On 19 March 2012 18:27, Hite, Christopher wrote:
> Thanks for the quick response.
>> The C++ standard says that for a POD type the initializer () will cause it to be zero-initialized.
> No the standard says: If I don't init the POD with an initializer or otherwise, I have to expect dirty memory there.

Where does it say that?

[dcl.init] paragraph 10 says "An object whose initializer is an empty
set of parentheses, i.e., (), shall be value-initialized."

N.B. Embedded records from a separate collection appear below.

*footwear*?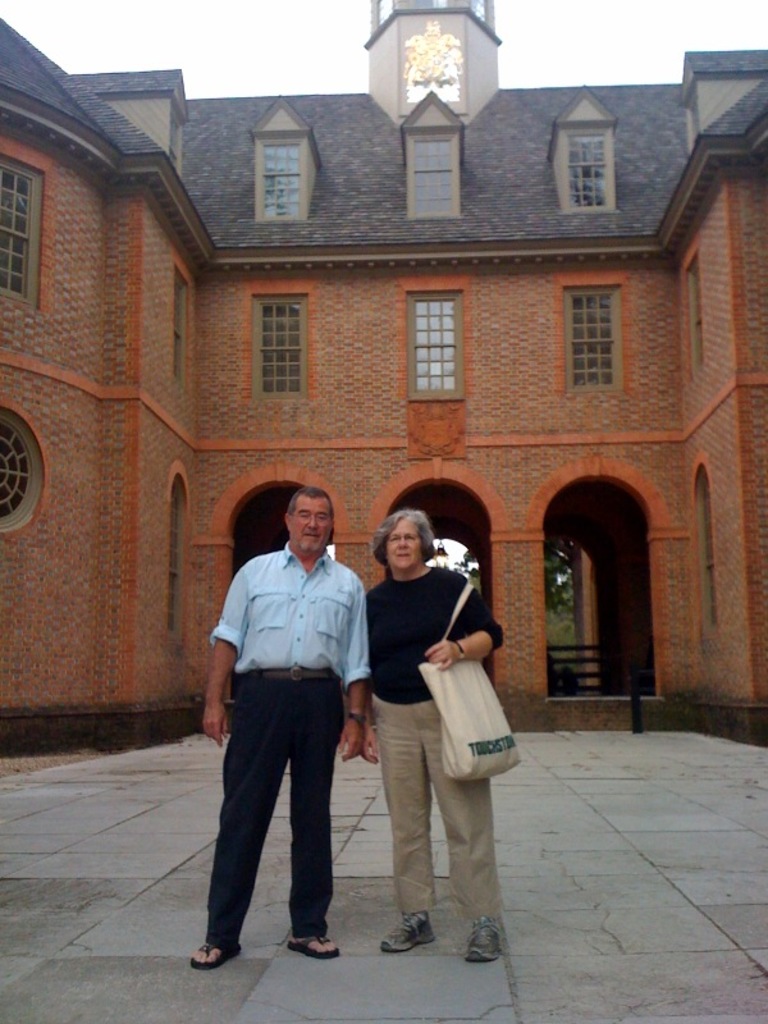
crop(184, 938, 251, 970)
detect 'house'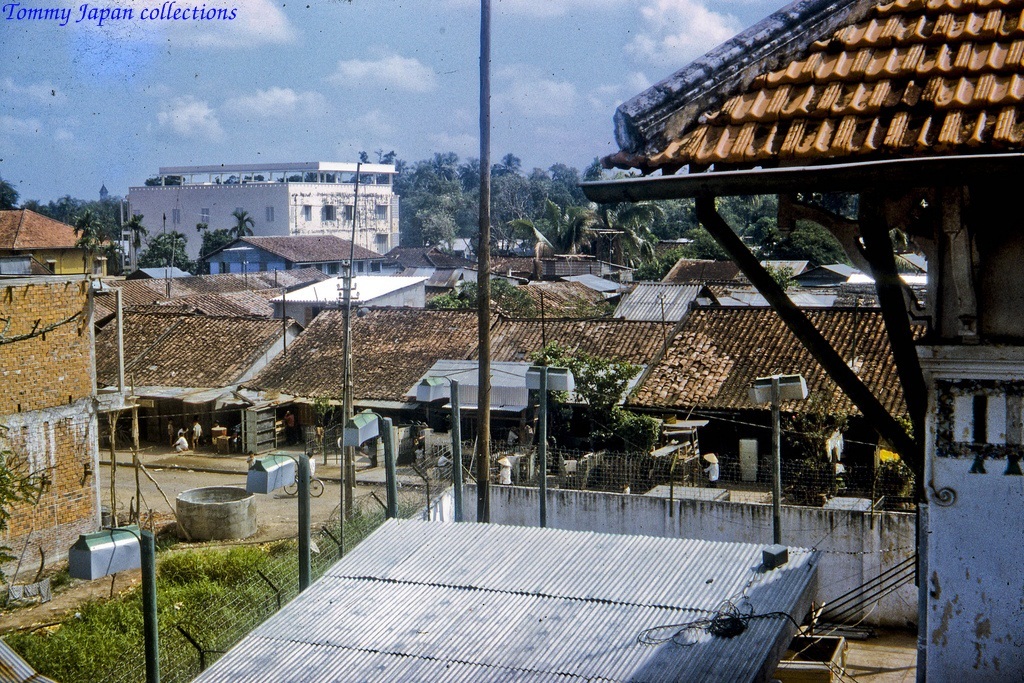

[dcl.init] paragraph 11 says "If no initializer is specified for an
object, the object is default-initialized; if no initialization is
performed, an object with automatic or dynamic storage duration has
indeterminate value."

Your example has an initializer which is an empty set of parentheses.


> n and u are being inited even with the default constructor. ?With ctor uncommented I would expect n() to init just n and the array to be uninitialized.

Correct.  Which is what I see with GCC 4.6.1 or later (I don't have
4.6.0 available)

>> If that's not what you want, use:
>> ? ? ?new (v) Ray2;
>> void makeRay(void*v){
>> ? ? ? new(v)Ray2;
>> }
> Does the same thing. ?Semantics are identical.

Not for me.

It's possible this was a bug in 4.6.0 that is fixed in the current release.